An emerging thread in the ‘Let’s build peace, here and now’ conversations with local peacebuilders is the transient nature of peace, the understanding that ‘peace, not conflict, is episodic.’ In order to unpack this further we spoke to Serbian peacebuilders Jelena Memet, Anita Pantelić and Galina Maksimović who talked about the ways in which ‘war’ continues in Serbia highlighting the economic dimensions of conflict.
Equally, they drew attention, the protracted and complex nature of peace-building efforts years after the war has ended. There is a long history of young women in Serbia resisting war as well as their efforts to create spaces for dialogue and build solidarity to this day. They share the essential elements, the connection and sisterhood, from their experience of building and sustaining peace.
The transcript of the session is available here. We are also sharing the key points and learning shared by Jelena, Anita and Galina through three blog posts. This is the third of them.
Like Anita, Jelena also works for the Alternative Centre for Girls in Kruševac. Here, she talks about the founding of the Feminist Spring School. ‘It started eight years ago when Kvinna till Kvinna Foundation invited Serbian young women activists and young women activists from Kosovo to have a meeting in Split, Croatia and in those three days of discussions, we realised that, because of the war and the political situation, we had no connection, although we live geographically very close to one another.’
The beginning was very challenging, as she explains: ‘we didn’t know each other much, and it took time to build trust and to have good communication. The first time we organised Feminist Spring School in 2014, we organised it in a neutral place in Macedonia, because we were still afraid that it would not be safe to meet in our own countries. We had one week of great discussions and time together where we built some new friendships and cooperation, and we’ve organised it every year since.’
The name ‘school’ is a bit misleading. It’s not a place of blackboard instruction and lectures: ‘We didn’t want to make this school something didactic where you come to learn about feminism or peace, but to have young women activists who want to speak together, to learn together about themselves and about the other, to bring them closer together, to make them break prejudices about each other.’

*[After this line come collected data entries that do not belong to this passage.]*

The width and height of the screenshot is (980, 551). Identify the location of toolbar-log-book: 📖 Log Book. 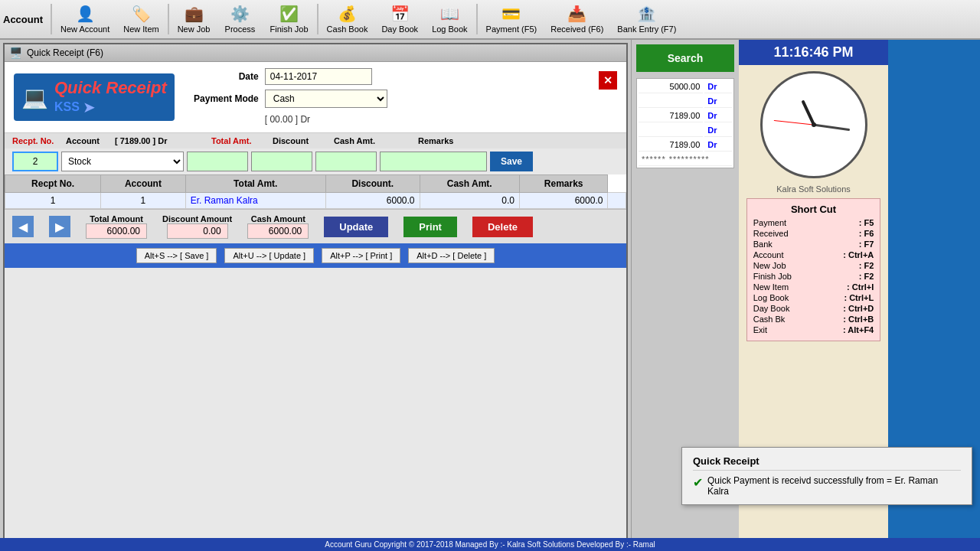
(449, 19).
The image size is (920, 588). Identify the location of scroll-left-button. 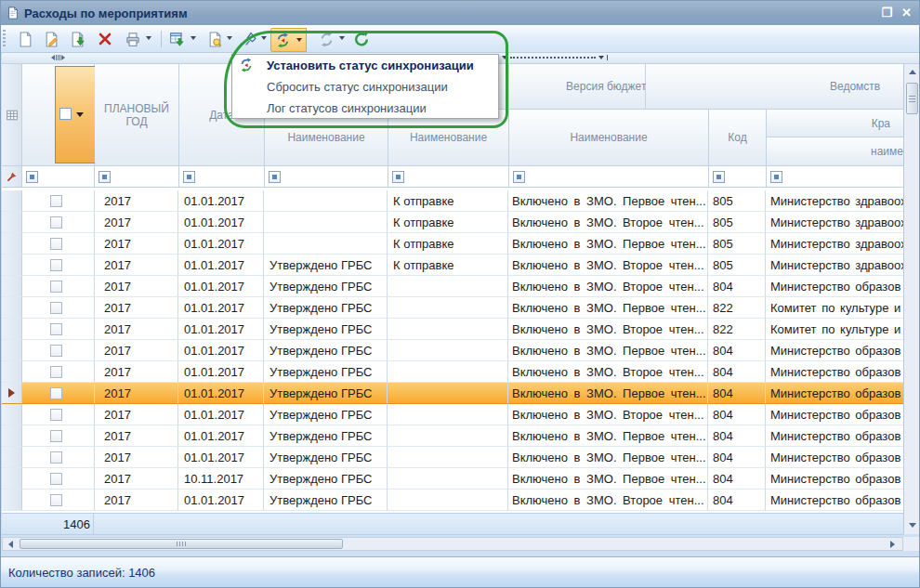
(11, 544).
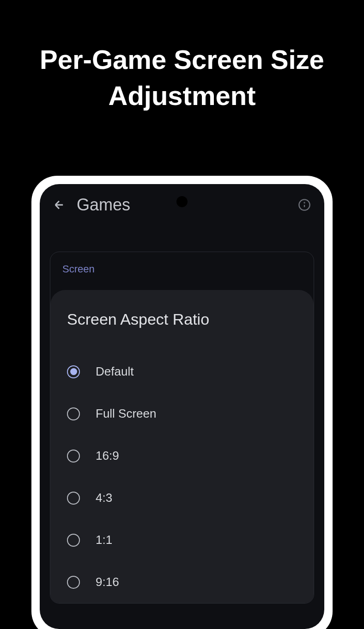 The height and width of the screenshot is (629, 364). Describe the element at coordinates (104, 540) in the screenshot. I see `radio-label: 1:1` at that location.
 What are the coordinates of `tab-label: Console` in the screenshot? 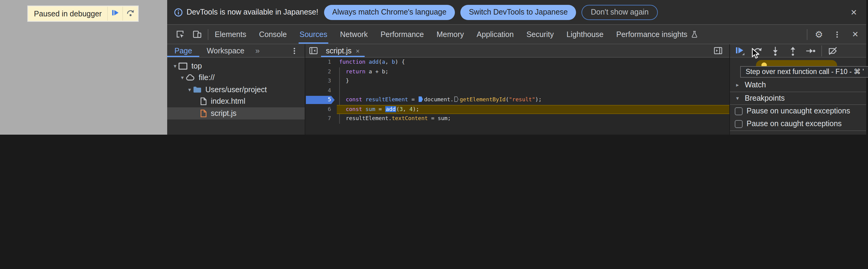 It's located at (273, 34).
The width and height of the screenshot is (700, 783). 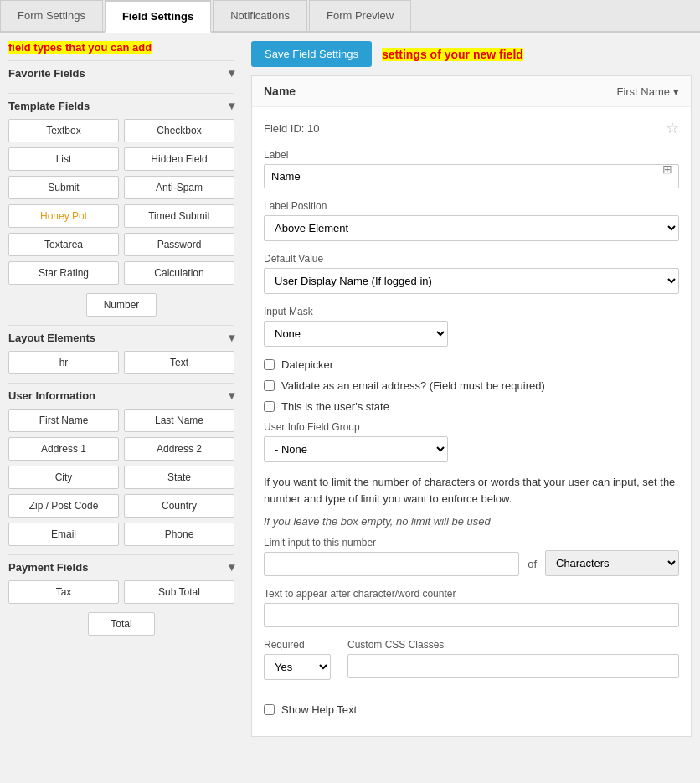 I want to click on email-validate-checkbox, so click(x=270, y=385).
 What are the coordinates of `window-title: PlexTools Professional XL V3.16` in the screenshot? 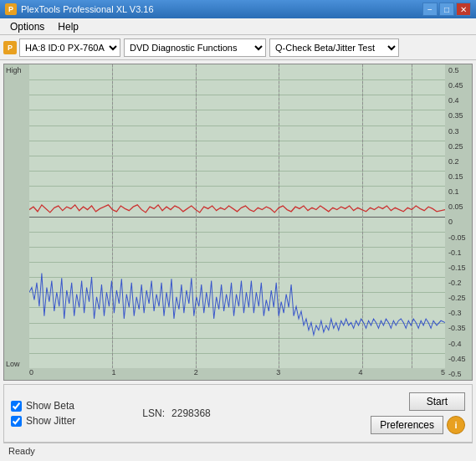 It's located at (87, 9).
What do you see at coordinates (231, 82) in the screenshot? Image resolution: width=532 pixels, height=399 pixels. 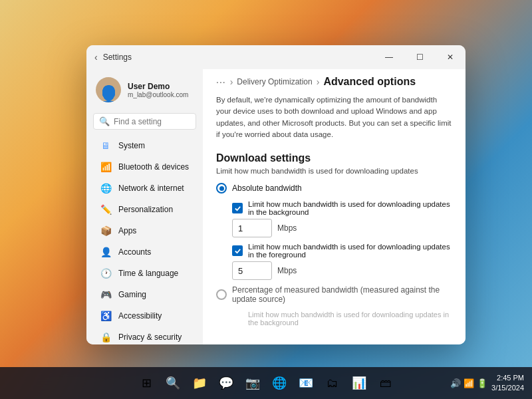 I see `breadcrumb-sep-1: ›` at bounding box center [231, 82].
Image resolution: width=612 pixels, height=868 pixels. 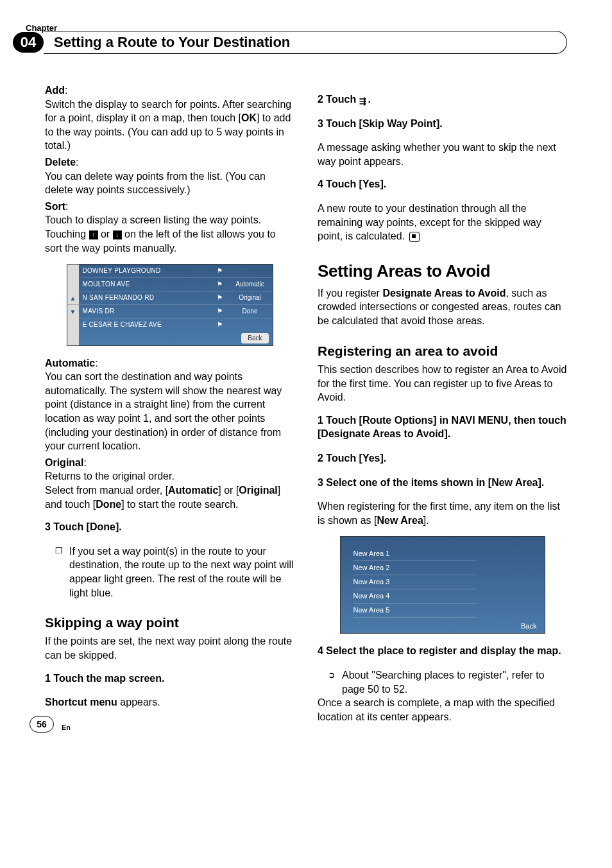 What do you see at coordinates (169, 623) in the screenshot?
I see `skipping-heading: Skipping a way point` at bounding box center [169, 623].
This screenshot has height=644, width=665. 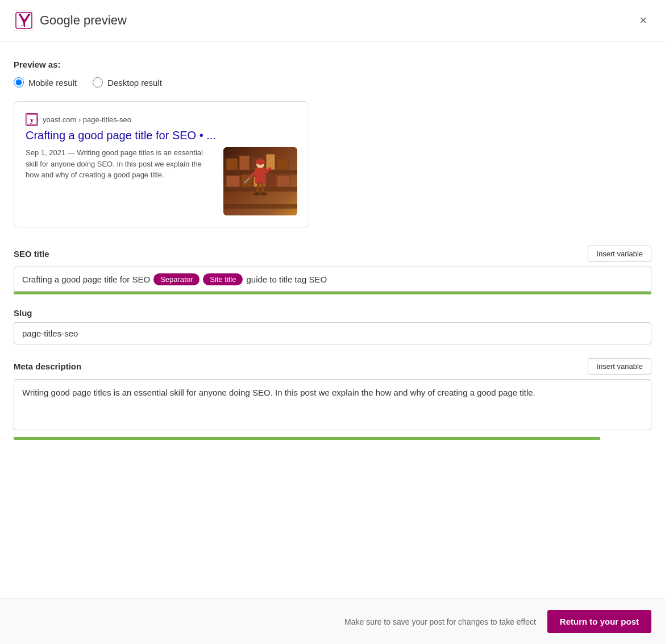 I want to click on seo-title-progress-bar, so click(x=332, y=293).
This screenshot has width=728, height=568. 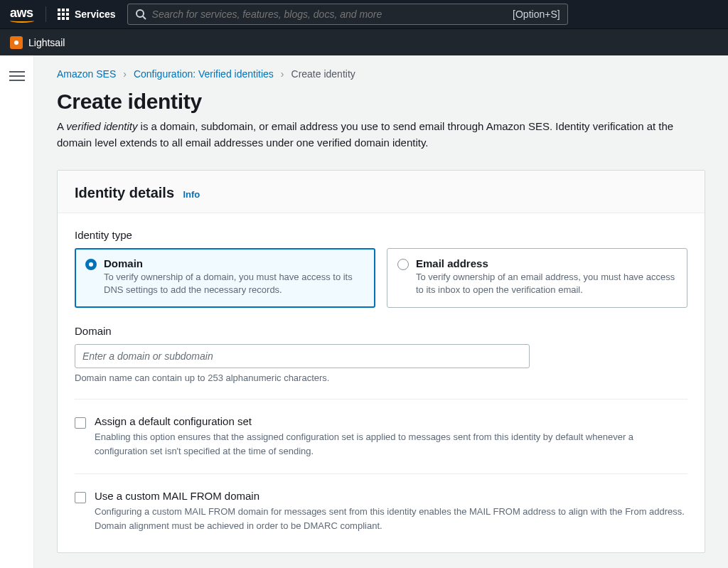 What do you see at coordinates (381, 511) in the screenshot?
I see `mail-from-option: Use a custom MAIL FROM domain Configurin…` at bounding box center [381, 511].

‘We put the accent on women’s experience in war, and how all women suffer the same, no matter what country they live in, they are all victims of violence in the war, but also in the peace. The history of the anti-war movement is very important to us and, every time, we bring our feminist ‘mothers’, feminists who started the anti-war movement in the 90s, to speak about their experience, about their sisterhood, about how they helped each other, how they helped refugees, about how neither borders, nor wars stopped them from doing that. We also want to have the kind of dialogue that brings out all the emotions we have by connecting to our experiences and what we feel about each other, so it is sometimes very cathartic to be at these workshops and they are full of tears.’
Like the other women’s peace activists who tell their stories here, she also talks of ‘the constant fear of conflict that is maintained by our governments through mainstream media and we learn through speaking to girls that mainstream educational systems also show only one side of the history of both countries – the one that suits them. So at first, they are very shy, but after some time they learn more about each other, and they leave with totally different perspectives. This is why the dialogue is crucial for peacebuidling.’
In addition to bringing them together in dialogue, the School also encourages participants to tell their stories. ‘We ask all the participants of Feminist Spring School to write some of their story, what is peace for them, and what inspired them to become peacebuilders. We have already published one collection of these stories and we are about to publish a second. We also organise joint activities.’ The girls from Kosovo and Serbia also organise joint activities ‘to bring them closer together and learn about each other. In these ways, we want to break the barriers that this political situation imposes on us, and to help peace building.’
She stresses that peacebuilding depends on an emotional response as much as an intellectual one, on recognising other human beings as human beings, not just as objects of theoretical compassion. Sisterhood is an important word: ‘I’m thinking all the time through these terms of sisterhood and friendship….I think we inherited this legacy of sisterhood from our feminist ‘mothers’ as I call them, the ones who started the anti-war movement, from the other feminist parties from the region, and I think there is some special bond between us feminist activists from Serbia and from Bosnia or Herzegovina or Macedonia or Croatia. We cooperate, sometimes we communicate on a daily basis and we share the same experiences of war, the same suffering and the same pain.’
‘I do think emotions are a very important part of activism, as well as dialogue and communication. If we hear each other in the emotional sense as human beings first, and as women who experienced suffering through the war or just living in this region, that is more important than when we talk about theory. This is where we connect.’
Many of the young women who came to Feminist Spring School became active in other organisations and they also cooperate among themselves, so we hope that we have succeeded at least in making the barrier between Kosovo and Serbia smaller and bringing this dialogue to a point where we will have some future together.
Andrew Milner is a freelance writer, researcher and editor specializing in the areas of philanthropy and civil society. He is a consultant to Philanthropy for Social Justice and Peace. He is also a regular contributor to and Features editor of Alliance magazine.